Sort of a Hobbit adventure, our just over two thousand mile Amtrak trek through five states in seven days: Texas, Oklahoma, Kansas, Colorado and New Mexico. At a cost of about a dollar a mile for a private room with meals.
No dragons encountered, however. Just occasional problems, some more annoying than others, like the empty soda bottle that rolled out from under our bench seat, and worse the delay in trying to get the lowered upper berth put back because Bar was feeling claustrophobic and breathless in the lower double one.
Or the broken WiFi and broken electrical outlets on the Amtrak-subsidized Greyhound bus (which advertises leg room but doesn’t provide it for six-footers) from Albuquerque to El Paso (nevertheless with an excellant 50ish black male driver) to spend the night and catch the Sunset Limited the next day back to Austin. No WiFi on our trains but convenient working electrical outlets. And Bar said Albuquerque’s spectacular Andaluz Hotel had a soothing vibe.
Basically, the trip was a lot of fun, though we might next time stretch out the 566-mile Austin to Newton, KS, portion. Spending the night in Oklahoma City, for instance, but with the problem of where to go/what to do (a good public library perchance?) after checkout at noon—with fourteen hours to go four hours to Newton for a 2 a.m. departure west.
As it was we were exhausted by the time we got to Newton but enjoyed the 424-mile Newton to Trinidad stretch in our bedroom (a four-hour nap) and breakfast in the dining car. Scrambled eggs and orange juice (and fellow Amish passengers with blond triplet boys) approaching destination Trinidad, Colorado, with snow-capped twin peaks of the Rocky Mountains in the distance. Trinidad was a surprise as there was no station to admire, no covered shelter at all, just dumped on the paved siding. The city’s negotiations with Amtrak for a station not going well they say. Fortunately, it wasn’t precipitating. We drew a blank on a call for a taxi, to the number on the Amtrak sign, and finally decided to walk the two blocks to McDonalds where the manager knew who to call: Monica!
The lovely Monica became our taxi, in between taking care of her three children and husband, in her family’s white mini-SUV. Otherwise there are no taxis in Trinidad. None. It’s a tiny, antique tourist town built in the 1850s. There are however numerous motels to choose from (a few welcoming potheads but most not) and more than twenty “dispensaries” of marijuana. So I guess it evens out for those with what the heads call “couch-lock” (where “you actually become the couch” and don’t feel like moving). We enjoyed some of that, chewing watermelon-flavored gummies from Freedom Road.
Take an ounce of good bud home with you, someone suggested. Oh no, I don’t want to go to prison. Locals said the cops of New Mexico watch for cars with out-of-state plates leaving Trinidad, and find reasons to stop them. And the DEA has been known to search bedrooms on trains not leaving Colorado. So we just enjoyed it while we were there and took peace-of-mind home with us.
Trinidad gets lots of pot tourists, the locals told us, mostly from Texas. But its monopoly will be gone when the New Mexico legislature gets around to also legalizing weed. Texas may take a lot longer, I think.
For now the Austin to Trinidad trek is worth it. The stations are clean (some, like El Paso’s Union Depot (circa 1904) and Oklahoma City’s old Santa Fe station are spectacular marbled monuments to rail) and all have conspicuous security guards to keep the peace.
The Texas Eagle, Southwest Chief, and Sunset Limited trains were clean but a bit shabby from all the deferred maintenance imposed by Congress. And the freight-dinged tracks are very bumpy in spots. The federal pols spend money on the Northeast coast trains and rails for themselves while imposing cuts, and otherwise neglecting passengers in flyover country. The bedroom attendants (mostly black women for us) and dining car waiters (mostly black men for us) were overworked.
Could be, however, we’re on the cusp of a passenger train renaissance, judging from all the passengers who packed the Sunset Limited’s cheaper coach seats from L.A. to New Orleans. Our private room segment (that dollar-a-miler) was 576 miles of Texas, mostly in the dark—seeing the sunset over the Davis Mountains (old Apache country) but missing the views on the 300-foot trestle over the Pecos River.
But we’ll do it all again. Of course we will. It was fun.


- [PROBLEM TO SOLVE] What lines of the data hold the string "ffffff"? Copy them all.

(Dataset items)
[Start of Attachment]
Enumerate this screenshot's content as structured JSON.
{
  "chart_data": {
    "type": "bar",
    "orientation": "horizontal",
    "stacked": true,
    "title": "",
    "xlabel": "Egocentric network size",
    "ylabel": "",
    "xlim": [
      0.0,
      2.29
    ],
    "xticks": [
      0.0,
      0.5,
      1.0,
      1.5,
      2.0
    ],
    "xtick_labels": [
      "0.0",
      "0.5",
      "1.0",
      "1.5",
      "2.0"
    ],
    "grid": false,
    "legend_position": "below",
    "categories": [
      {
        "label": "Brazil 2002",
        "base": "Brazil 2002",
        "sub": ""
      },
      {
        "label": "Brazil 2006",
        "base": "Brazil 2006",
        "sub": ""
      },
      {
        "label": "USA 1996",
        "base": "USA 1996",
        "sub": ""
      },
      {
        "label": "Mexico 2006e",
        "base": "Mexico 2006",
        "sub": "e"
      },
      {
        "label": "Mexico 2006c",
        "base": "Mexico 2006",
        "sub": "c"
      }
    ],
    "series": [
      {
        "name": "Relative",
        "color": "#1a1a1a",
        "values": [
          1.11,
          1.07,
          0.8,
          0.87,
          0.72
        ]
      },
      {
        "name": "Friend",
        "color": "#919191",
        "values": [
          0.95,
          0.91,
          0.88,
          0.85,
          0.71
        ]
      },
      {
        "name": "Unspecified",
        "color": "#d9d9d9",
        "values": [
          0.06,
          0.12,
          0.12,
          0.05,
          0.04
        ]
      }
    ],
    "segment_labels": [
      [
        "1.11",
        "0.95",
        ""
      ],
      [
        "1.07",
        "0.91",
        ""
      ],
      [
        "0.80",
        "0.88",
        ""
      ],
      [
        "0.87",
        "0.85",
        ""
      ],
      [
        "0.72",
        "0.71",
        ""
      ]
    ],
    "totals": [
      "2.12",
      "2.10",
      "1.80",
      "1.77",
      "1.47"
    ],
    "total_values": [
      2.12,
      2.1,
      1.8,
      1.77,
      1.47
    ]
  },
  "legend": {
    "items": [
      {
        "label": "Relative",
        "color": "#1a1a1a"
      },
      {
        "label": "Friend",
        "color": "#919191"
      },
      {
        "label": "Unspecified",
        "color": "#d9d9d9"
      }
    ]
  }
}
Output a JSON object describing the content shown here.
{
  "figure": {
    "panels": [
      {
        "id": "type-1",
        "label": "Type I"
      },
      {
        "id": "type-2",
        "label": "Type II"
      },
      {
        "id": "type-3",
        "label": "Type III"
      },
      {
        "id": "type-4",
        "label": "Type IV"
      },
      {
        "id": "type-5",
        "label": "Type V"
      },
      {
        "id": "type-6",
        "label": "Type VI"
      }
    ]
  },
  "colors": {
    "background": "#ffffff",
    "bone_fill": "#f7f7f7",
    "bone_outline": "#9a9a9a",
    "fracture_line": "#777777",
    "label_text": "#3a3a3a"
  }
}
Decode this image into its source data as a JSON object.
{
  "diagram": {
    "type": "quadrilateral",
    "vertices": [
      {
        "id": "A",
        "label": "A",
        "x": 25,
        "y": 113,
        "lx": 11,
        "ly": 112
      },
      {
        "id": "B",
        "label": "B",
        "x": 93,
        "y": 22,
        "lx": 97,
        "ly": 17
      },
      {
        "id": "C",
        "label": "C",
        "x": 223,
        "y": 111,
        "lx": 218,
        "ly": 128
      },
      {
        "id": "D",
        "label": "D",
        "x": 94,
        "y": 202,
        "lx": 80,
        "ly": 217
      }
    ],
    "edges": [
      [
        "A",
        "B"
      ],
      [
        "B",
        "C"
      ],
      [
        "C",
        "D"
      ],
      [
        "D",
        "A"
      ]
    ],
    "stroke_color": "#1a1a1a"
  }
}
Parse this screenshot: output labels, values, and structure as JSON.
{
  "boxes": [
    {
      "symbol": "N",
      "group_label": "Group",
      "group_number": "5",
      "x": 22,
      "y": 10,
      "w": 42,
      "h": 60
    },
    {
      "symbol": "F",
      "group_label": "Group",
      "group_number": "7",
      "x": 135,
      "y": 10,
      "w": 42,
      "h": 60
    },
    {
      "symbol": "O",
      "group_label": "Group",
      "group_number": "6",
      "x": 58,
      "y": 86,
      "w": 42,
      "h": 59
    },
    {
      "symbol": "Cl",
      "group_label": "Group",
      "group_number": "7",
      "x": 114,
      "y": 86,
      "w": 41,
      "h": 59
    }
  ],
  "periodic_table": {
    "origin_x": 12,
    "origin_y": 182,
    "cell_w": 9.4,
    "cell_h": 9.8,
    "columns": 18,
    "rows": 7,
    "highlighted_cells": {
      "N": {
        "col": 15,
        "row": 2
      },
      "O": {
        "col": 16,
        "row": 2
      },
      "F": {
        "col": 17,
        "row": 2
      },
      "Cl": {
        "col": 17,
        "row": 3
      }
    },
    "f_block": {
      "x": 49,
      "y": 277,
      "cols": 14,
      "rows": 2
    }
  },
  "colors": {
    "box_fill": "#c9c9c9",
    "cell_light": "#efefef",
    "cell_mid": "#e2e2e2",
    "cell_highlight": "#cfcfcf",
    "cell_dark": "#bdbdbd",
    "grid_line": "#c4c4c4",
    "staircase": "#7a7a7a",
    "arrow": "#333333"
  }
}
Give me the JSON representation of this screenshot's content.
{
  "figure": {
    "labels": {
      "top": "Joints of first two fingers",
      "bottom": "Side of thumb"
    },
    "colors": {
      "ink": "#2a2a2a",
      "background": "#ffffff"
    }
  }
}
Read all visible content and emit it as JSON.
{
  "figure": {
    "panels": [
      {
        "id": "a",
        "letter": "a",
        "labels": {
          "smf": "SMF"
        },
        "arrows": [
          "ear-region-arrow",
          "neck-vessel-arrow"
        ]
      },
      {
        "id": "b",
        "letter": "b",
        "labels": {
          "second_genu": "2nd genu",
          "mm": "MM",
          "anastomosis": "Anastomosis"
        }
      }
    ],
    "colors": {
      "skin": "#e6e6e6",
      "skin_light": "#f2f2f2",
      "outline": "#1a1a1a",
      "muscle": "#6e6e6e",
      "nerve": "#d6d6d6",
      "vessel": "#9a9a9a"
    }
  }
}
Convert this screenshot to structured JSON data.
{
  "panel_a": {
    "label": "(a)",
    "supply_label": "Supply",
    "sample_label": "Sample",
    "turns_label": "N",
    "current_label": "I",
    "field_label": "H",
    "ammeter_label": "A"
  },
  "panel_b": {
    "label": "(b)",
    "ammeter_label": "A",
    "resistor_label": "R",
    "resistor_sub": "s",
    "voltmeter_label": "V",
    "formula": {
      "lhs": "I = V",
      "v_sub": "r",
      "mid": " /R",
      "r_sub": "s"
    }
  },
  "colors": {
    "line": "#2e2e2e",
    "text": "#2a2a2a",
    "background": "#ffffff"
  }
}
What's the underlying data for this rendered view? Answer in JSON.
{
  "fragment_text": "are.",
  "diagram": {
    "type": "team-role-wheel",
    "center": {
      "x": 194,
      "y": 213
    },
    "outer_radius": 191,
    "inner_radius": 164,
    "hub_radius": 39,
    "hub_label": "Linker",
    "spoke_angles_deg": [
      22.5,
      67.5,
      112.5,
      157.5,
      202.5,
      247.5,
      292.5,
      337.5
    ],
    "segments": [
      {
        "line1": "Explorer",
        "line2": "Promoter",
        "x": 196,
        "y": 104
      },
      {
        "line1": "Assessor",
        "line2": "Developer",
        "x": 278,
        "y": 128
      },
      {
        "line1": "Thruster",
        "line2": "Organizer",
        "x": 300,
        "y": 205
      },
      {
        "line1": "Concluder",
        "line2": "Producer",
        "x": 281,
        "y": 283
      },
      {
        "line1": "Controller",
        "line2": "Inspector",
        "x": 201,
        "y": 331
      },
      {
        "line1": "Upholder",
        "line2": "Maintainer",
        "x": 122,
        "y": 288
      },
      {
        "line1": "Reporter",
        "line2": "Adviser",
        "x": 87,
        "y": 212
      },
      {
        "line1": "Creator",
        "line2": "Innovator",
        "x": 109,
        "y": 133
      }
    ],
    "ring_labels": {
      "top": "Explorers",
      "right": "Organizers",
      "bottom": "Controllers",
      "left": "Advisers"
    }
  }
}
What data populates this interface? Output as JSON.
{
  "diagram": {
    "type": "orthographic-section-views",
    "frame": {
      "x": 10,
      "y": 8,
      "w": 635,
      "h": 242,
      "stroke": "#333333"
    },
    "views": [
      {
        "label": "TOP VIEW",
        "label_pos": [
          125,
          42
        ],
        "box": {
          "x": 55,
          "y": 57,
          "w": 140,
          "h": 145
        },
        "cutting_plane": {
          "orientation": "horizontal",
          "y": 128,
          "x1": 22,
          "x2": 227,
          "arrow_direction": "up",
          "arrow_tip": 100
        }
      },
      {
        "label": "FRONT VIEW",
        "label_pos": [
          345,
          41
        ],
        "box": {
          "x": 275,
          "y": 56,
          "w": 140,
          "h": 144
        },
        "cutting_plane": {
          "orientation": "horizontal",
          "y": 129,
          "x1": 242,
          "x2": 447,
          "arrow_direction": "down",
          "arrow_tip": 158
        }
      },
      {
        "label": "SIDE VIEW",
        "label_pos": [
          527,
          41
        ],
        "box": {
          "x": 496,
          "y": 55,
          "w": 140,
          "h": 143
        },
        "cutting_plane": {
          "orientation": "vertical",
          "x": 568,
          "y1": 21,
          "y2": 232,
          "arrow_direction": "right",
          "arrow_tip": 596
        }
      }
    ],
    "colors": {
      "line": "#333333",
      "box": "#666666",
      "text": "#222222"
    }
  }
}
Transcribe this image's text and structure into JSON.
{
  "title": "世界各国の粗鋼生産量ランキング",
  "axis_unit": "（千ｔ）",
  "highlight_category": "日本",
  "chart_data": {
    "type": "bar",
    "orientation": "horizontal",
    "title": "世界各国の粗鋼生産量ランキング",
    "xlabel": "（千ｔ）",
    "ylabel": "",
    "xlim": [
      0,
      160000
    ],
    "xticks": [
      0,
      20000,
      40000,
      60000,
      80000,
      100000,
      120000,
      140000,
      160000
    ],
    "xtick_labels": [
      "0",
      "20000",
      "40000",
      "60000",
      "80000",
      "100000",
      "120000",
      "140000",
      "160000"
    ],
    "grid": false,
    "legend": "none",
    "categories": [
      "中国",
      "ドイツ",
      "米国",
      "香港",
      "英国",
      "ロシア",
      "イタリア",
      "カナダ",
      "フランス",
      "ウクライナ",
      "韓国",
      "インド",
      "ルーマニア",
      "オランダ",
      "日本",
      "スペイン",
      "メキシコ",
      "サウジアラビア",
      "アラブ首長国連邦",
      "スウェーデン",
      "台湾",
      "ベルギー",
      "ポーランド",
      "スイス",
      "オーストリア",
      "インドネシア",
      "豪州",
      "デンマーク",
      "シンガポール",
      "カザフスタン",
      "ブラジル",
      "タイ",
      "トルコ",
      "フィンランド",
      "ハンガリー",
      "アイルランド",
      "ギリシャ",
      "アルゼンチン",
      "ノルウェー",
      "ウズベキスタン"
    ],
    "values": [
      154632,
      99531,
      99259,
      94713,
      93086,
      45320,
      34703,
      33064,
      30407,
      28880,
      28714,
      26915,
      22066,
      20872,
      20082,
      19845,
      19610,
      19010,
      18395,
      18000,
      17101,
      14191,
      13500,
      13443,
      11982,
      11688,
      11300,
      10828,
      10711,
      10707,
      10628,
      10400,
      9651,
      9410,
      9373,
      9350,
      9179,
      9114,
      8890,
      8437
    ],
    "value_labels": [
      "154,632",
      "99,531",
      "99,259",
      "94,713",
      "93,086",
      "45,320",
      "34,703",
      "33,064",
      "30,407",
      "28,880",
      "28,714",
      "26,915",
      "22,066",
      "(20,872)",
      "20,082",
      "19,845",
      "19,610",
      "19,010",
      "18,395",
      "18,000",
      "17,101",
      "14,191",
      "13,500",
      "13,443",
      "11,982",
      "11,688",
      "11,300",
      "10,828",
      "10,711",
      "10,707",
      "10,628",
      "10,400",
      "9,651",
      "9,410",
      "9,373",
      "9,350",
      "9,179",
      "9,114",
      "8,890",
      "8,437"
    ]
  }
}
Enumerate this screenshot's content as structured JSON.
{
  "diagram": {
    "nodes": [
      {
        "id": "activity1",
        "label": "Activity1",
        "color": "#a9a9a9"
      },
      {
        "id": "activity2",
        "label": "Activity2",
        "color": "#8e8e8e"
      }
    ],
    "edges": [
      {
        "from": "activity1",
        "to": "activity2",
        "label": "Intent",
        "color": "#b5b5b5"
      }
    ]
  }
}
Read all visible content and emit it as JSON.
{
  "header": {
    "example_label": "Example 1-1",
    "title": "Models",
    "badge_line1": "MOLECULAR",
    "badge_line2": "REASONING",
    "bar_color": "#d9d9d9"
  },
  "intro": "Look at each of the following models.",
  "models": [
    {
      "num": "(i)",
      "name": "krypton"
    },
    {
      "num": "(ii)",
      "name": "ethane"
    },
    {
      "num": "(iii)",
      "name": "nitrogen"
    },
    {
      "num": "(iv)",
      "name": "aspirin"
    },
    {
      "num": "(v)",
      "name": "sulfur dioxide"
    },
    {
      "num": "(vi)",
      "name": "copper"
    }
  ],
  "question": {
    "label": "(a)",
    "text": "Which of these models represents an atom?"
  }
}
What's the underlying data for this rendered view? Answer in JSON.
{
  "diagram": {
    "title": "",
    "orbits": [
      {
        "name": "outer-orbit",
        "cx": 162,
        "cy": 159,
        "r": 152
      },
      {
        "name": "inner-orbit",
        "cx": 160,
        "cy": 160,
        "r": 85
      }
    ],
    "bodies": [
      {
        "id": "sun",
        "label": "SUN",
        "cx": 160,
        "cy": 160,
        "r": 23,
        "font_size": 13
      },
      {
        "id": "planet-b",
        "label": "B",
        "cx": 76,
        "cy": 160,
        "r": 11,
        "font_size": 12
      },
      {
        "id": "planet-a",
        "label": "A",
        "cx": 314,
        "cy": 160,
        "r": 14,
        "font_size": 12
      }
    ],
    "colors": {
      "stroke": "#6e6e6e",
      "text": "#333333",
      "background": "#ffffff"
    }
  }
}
[End of Attachment]
- [YOUR RESPONSE]
    "background": "#ffffff",
      "background": "#ffffff"
    "background": "#ffffff"
      "background": "#ffffff"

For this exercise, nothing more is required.